Oakland Teachers, Staff to Demonstrate for Increased COVID Testing in Schools

OAKLAND (BCN/CBS SF) -- Teachers and staff with the Oakland Unified School District calling for increased voluntary COVID-19 testing and other measures in order to minimize cases and outbreaks on school campuses will hold a demonstration Thursday afternoon to drive home their point.

Teachers and staff with Service Employees International Union Local 1021 and the Oakland Education Association plan to demonstrate outside the Oakland Unified School District offices at 4 p.m., according to a news release from both unions.

The unions are calling on the district to "immediately increase student safety through voluntary weekly student testing, outdoor mealtimes, and improved ventilation in larger common areas, among other measures."

The demand is in response to "an increasing number of positive COVID cases among students," union officials said.

Currently, there are 86 student cases and 15 staff cases listed on the district's COVID dashboard for the week of Aug. 16, as well as seven classrooms in full at-home quarantine as of Thursday morning.

All but one of the quarantined classrooms are at elementary schools, according to the dashboard.

Earlier this week, a COVID testing mishap led to a slew of problems for at least three schools within the district.

More than a dozen false positive tests, when they should have indicated COVID negative, forced the Alameda County Department of Health to direct at least one classroom at Montera Middle School into full quarantine at home.

"We're very regretful it's happened. As soon as we got some concerns, we started digging into it," said Oakland Unified School District spokesperson John Sasaki.

According to Oakland Unified School District officials, Vestra Labs conducted rapid antigen tests at school campuses Friday, after other positive tests came to light. It's unclear how many students or staff at Montera Middle, Montclair Elementary, and Oakland High School were tested overall.

"Oakland schools have implemented multiple safety layers to protect students, families, and staff, but we are not living in the same reality of just six weeks ago," OEA President Keith Brown said.

"Our community case rate has taken a turn for the worse -- it's 10 times higher now than when many of our safety policies and agreements were first developed," Brown said in the news release.

Alameda County's 14-day total of new cases was 4,319 as of Monday, down from 5,247 on Aug. 18, according to the county's Public Health Department.

On July 15, that number was 2,273 and on June 8 it was 455.

The unions say that more than 1,000 teachers, parents and other community members have signed a petition calling on the school board to adopt a resolution from Board Director Mike Hutchinson that would initiate voluntary weekly testing at every campus across the district for all students and staff.

The unions are also asking that more breakfast and lunch breaks are held outdoors, that social distancing is implemented in cafeterias, that industrial-size air purifiers are installed, that "a clear metric" is developed for triggering a response to dangerous air quality and that plans are put in place in the case of power outages that prevent the use of HEPA filters.

OUSD officials were not immediately available to comment on the unions' demands.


Instructions to follow »
The lines wanted are those from the one containing "has width=769, height=445." to the last line of the entries below; output them exactly, leaving out pictures.

Supplied data »
◇ ◇ ◇ ◇

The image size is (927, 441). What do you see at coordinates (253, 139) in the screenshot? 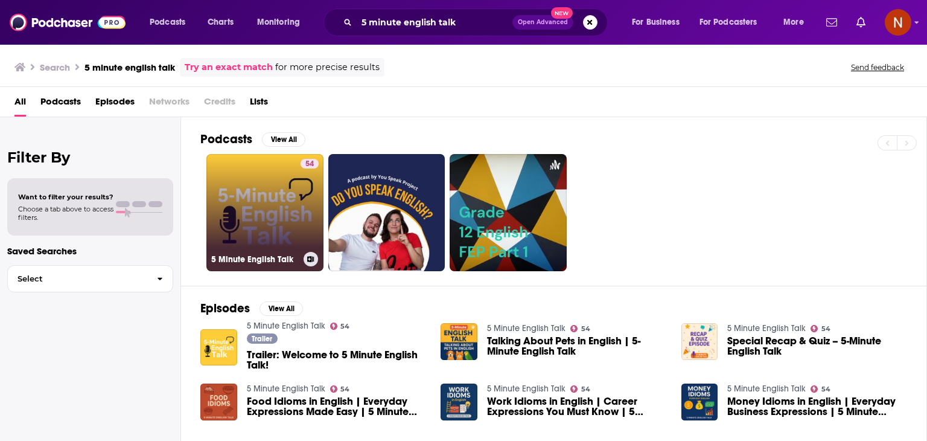
I see `a: PodcastsView All` at bounding box center [253, 139].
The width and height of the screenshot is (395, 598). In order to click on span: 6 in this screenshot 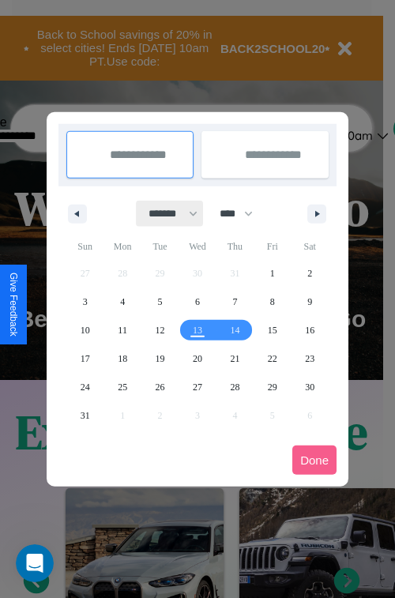, I will do `click(198, 302)`.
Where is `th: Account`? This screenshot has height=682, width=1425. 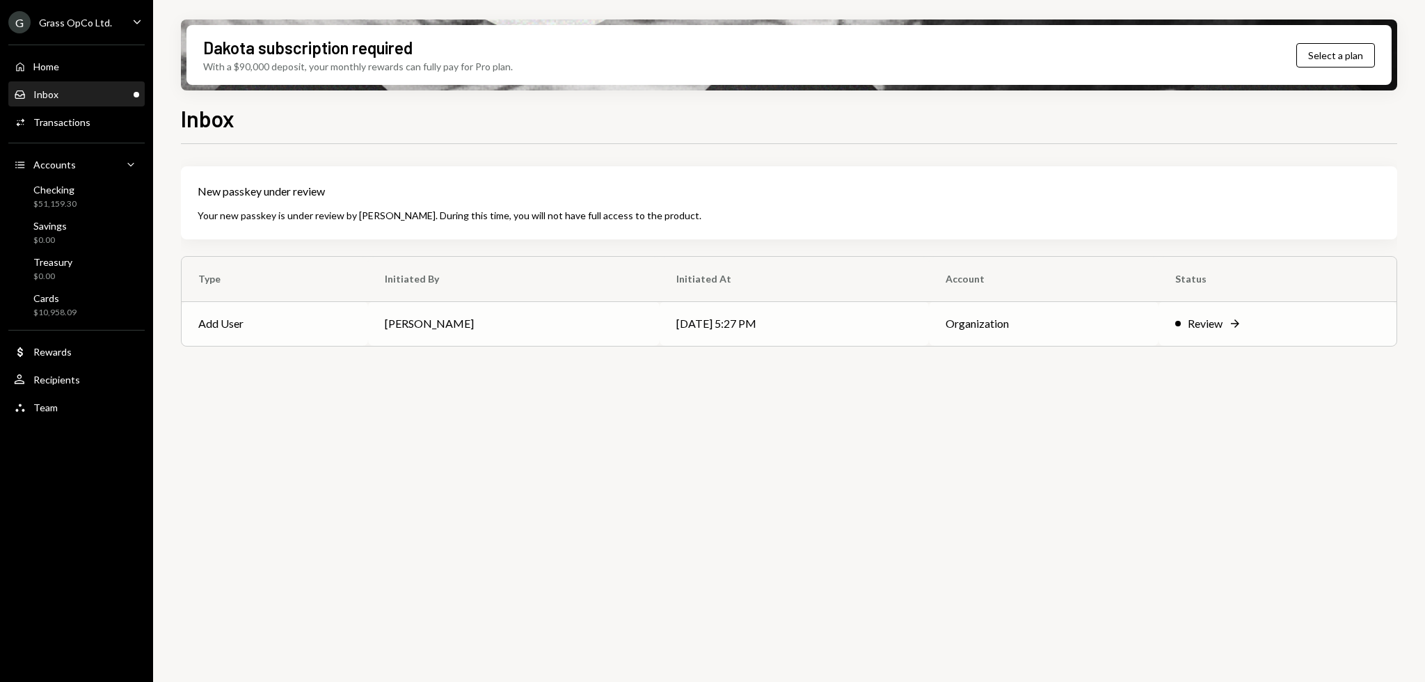 th: Account is located at coordinates (1044, 279).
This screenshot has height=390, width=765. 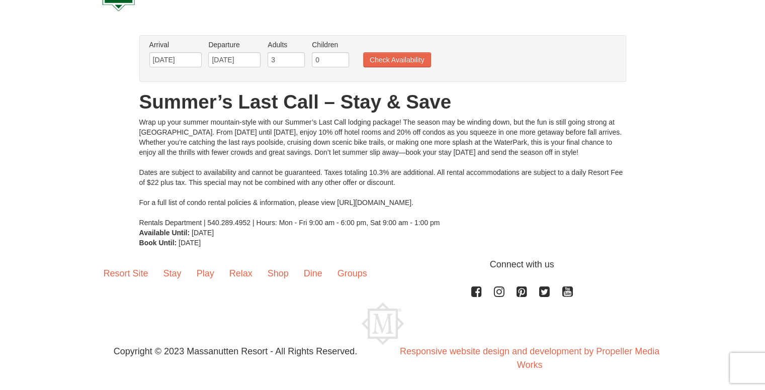 What do you see at coordinates (383, 265) in the screenshot?
I see `p: Connect with us` at bounding box center [383, 265].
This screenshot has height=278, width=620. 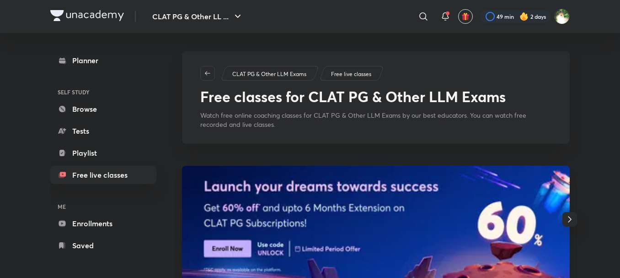 What do you see at coordinates (103, 92) in the screenshot?
I see `h6: SELF STUDY` at bounding box center [103, 92].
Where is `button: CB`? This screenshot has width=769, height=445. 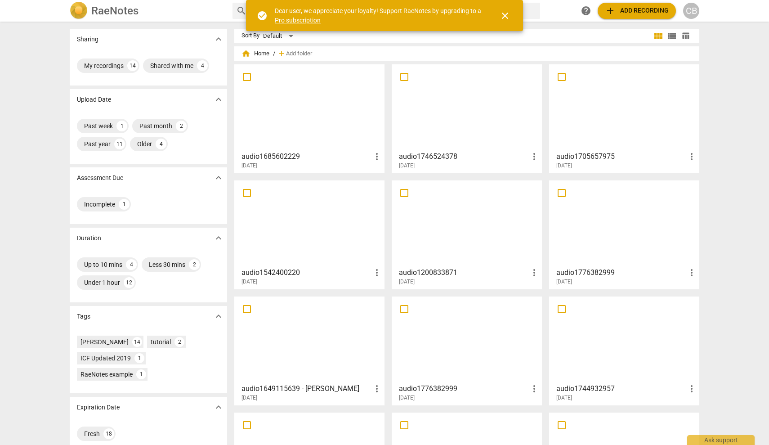
button: CB is located at coordinates (691, 11).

◇ ◇ ◇ ◇

Answer to the problem »
Where is `button: CB`? This screenshot has width=769, height=445. 
button: CB is located at coordinates (691, 11).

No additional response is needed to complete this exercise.